Ironically, journalist Gita Smith wrote in August 2007, “In Alabama, you can sell guns on any street corner but you can’t sell sex toys. In other words, we are free to blow ourselves up at will. We just can’t blow up a dolly with big red lips and openings in her lifelike vinyl self.

“Alabama is a vibrator-free state. Well, technically you can go across state lines and buy sex toys in Georgia and Tennessee and carry them home. Today, the U.S. Supreme Court has shown a gleam of interest in this controversial state law. At the very least, this case seems to be a restraint-of-trade case as much as anything else, since the devices are sold in all the neighboring states. I would like to be a fly on the wall when oral arguments are heard.

Justice Antonin Scalia: You say that the sale of the Twizzler-Twister should be banned?

Alabama Guy: Yes, Your Honor.

Justice Samuel Alito: And the Buzzer-Master?

Alabama Guy: Yes, that too.

Justice Clarence Thomas: What about the Coke can with the fake pubic hair?
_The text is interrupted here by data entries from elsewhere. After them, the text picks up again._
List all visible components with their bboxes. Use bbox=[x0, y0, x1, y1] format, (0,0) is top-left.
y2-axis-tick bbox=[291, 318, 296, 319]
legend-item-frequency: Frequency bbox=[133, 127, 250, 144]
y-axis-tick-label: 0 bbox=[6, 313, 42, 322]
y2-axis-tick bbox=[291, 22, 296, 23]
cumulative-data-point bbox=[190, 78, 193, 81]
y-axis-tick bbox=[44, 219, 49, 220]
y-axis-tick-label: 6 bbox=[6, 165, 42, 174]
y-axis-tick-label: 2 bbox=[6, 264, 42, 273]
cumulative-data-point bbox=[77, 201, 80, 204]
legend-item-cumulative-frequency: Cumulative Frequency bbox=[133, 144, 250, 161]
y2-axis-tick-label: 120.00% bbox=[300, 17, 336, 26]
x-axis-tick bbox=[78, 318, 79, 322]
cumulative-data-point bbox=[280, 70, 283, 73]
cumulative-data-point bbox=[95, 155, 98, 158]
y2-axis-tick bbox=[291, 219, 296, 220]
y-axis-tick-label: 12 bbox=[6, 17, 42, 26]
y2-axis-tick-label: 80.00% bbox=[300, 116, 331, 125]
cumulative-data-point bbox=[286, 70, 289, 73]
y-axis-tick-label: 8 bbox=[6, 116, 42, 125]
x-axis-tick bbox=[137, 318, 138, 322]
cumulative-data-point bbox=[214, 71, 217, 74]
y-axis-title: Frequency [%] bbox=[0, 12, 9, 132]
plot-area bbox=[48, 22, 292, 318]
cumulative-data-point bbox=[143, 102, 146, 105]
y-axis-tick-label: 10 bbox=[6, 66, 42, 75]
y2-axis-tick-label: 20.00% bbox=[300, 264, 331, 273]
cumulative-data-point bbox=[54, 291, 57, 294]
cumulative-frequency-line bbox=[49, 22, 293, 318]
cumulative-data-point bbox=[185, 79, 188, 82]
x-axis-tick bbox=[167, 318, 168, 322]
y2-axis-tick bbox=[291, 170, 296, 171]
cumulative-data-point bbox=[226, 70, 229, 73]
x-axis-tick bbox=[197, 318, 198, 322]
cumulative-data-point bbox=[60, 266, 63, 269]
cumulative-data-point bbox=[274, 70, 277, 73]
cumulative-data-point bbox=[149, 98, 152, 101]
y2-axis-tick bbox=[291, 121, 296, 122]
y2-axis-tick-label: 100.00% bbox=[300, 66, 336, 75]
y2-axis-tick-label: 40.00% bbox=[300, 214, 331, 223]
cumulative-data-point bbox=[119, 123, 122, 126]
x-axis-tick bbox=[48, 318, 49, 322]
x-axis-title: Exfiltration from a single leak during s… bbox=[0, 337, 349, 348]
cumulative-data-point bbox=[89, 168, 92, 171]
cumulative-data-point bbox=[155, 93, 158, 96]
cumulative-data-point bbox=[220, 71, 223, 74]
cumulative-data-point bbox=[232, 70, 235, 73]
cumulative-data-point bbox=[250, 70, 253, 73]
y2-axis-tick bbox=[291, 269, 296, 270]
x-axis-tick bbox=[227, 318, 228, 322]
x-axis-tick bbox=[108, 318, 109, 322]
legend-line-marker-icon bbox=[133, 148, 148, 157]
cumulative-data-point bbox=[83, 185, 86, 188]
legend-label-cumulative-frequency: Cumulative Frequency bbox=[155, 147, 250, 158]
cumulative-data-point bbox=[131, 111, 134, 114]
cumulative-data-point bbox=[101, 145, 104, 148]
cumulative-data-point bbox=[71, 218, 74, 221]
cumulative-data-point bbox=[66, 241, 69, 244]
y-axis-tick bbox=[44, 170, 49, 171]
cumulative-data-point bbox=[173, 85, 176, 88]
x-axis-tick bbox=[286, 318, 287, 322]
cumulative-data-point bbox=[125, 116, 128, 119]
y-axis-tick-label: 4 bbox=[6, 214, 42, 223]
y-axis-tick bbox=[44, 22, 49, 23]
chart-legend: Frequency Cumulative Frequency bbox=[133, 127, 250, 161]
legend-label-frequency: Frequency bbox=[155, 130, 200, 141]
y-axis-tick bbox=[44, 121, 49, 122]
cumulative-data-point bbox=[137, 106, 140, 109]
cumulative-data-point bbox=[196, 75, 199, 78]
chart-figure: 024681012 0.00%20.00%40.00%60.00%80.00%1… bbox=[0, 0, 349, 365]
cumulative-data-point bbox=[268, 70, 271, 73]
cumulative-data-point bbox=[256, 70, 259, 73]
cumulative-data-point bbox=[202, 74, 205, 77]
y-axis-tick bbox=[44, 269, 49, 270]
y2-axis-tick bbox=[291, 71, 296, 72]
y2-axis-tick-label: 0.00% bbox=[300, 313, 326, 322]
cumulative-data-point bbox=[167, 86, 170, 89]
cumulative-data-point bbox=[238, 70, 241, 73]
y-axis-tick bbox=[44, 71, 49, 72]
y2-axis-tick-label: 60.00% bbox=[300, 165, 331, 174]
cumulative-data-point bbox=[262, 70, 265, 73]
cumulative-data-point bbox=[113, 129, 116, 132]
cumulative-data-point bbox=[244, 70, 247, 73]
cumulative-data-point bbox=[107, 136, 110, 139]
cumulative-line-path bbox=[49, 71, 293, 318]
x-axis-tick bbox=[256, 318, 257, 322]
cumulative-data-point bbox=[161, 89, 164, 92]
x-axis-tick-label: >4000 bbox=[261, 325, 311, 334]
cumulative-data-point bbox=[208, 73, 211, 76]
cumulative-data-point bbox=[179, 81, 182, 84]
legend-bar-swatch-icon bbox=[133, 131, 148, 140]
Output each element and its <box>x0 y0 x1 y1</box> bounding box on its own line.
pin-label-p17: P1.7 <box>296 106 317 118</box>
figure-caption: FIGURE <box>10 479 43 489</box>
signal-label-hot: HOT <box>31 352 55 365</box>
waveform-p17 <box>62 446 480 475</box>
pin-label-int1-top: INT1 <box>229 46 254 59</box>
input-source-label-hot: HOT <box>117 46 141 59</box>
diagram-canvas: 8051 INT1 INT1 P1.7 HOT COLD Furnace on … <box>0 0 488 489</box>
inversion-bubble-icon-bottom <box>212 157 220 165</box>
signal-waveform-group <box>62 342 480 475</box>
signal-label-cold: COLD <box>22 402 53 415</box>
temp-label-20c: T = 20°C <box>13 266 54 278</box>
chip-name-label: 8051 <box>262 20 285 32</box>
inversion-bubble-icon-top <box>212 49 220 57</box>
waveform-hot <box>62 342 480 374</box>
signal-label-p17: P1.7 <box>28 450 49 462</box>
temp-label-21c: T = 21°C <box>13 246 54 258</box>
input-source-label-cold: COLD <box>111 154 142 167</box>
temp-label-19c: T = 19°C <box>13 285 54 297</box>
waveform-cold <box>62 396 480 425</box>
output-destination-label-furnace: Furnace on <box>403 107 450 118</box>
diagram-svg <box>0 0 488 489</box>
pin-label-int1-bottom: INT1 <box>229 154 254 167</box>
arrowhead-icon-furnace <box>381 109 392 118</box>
Alabama Guy: That one doesn’t vibrate, so that one’s okay.

“There is, and always has been, a strong strain of paternalism among lawmakers down here. And that paternalistic attitude makes them believe that they are the keepers of the Moral Keys. Us wee folk need protecting from sexual pleasures derived from plastic thingies made in China.”

But, on the first Monday of October 2007, the Supreme Court declined to hear a challenge to Alabama’s ban on the sale of sex toys. A three-judge panel had upheld the guilty verdict of the appeals court on February 14. Happy Valentine’s Day to the roots of fascism in the private parts of America.

Sherri Williams, who faces a $10,000 fine and one year of hard labor, called the Supreme Court’s decision not to review the law “further evidence of religion in politics.” She plans to sue again, this time on First Amendment free speech grounds.

“My motto,” she says, “has been they are going to have to pry this vibrator from my cold, dead hand. I refuse to give up.”